Rei
Kawakubo
At the head of the iconic Japanese house Comme des Garçons, Rei Kawakubo infused a raw and avant-garde spirit into 1980s design.
Much like her “anti-fashion” collections, the furniture she designed to dress the brand’s boutiques between 1983 and 1993 also stands as a bold rebellion against established codes.
Through an obvious kinship of their radical worlds, Italian designer Paolo Pallucco published the first half of her production, with zinc-coated steel emerging as a clear favorite.
At first glance, the designer’s universe seems neither welcoming nor comfortable. No names are given to the objects — only numbers.

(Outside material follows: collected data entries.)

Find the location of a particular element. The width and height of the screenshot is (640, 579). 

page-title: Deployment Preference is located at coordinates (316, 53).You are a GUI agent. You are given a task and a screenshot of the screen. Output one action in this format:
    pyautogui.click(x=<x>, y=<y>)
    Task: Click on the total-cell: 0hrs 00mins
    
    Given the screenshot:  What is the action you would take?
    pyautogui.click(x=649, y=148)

Nevertheless, the chairs, tables, and screens designed by Rei Kawakubo can be seen as the continuation of a rigorous, sensitive, and poetic creative space, much like the work of Shiro Kuramata, a leading figure of postmodernism.

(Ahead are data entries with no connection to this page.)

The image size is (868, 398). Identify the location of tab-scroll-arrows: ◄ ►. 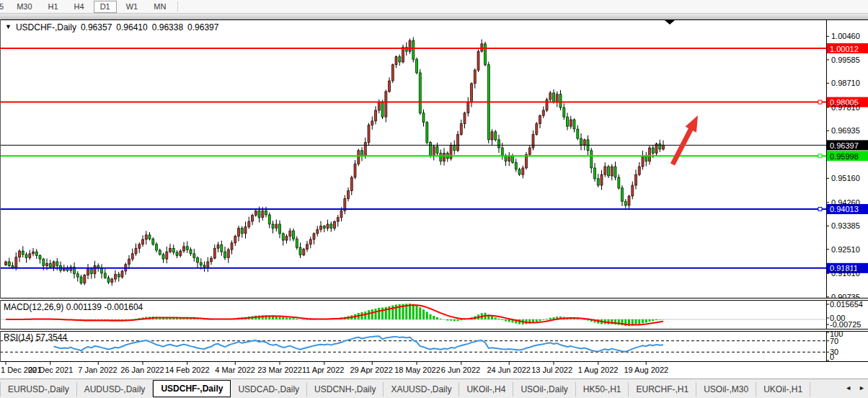
(855, 388).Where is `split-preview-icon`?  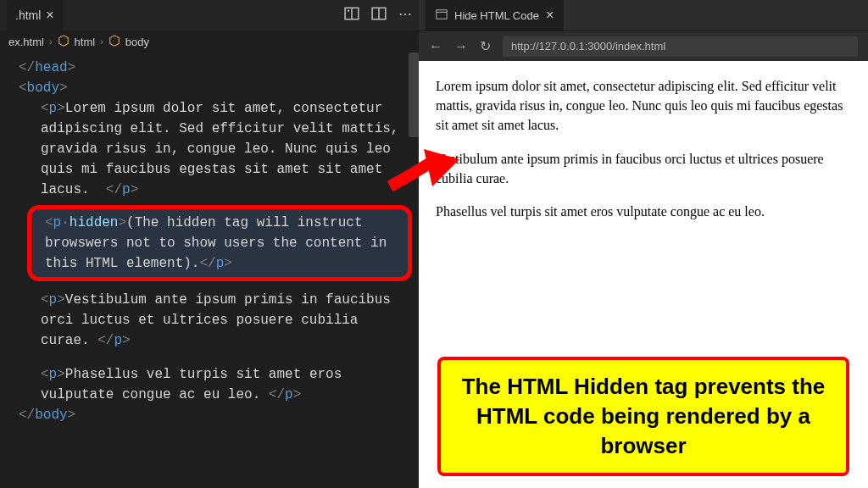
split-preview-icon is located at coordinates (352, 15).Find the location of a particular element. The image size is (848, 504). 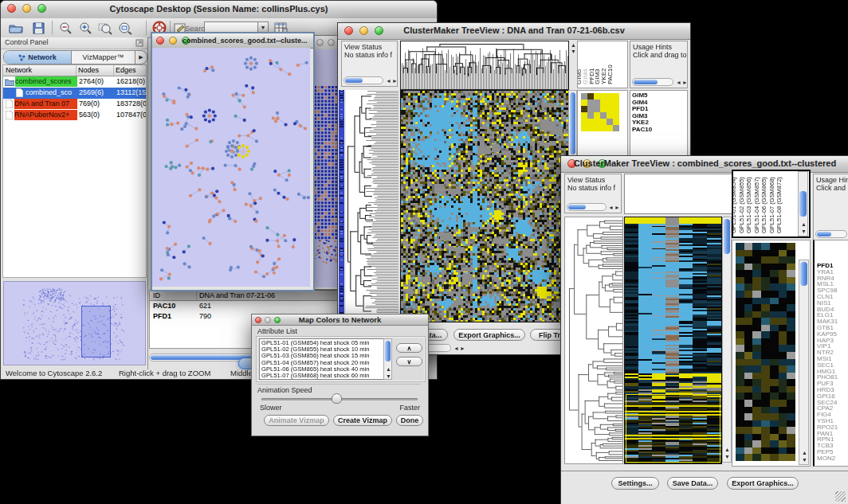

Rei Kawakubo’s creations destabilize, provoking both confusion and fascination.
Sublime geometries, vanished ornamentation: her seating designs stem from a minimalist Zen spirit and reject the functionalism of the original object.
It is not for any particular function that Rei Kawakubo creates. The designer frees herself from previously applied principles. Under the rule of style, she privileges form.
In the case of Chair No. 2 (1983), the viewer is confronted with the coldness of metal, stark simplicity, and visible weld marks. The seat, mischievously replaced by a steel mesh, seems to warn the would-be sitter: “You will find no comfort here.”
That same tension is present in Chair No. 8 (1987), made of satin stainless steel tubes, or in Chair No. 32 (1991), whose backrest consists of two thin metal chains — the damned’s shackles.
Rei Kawakubo’s “exquisite carcasses” would regain a touch of softness when she began covering them in linden wood around the 1990s. Before then, one observes, one questions, one reveres the enduring austerity of the furniture.
For those who approach it, the tension between art and design seems to gradually dissolve.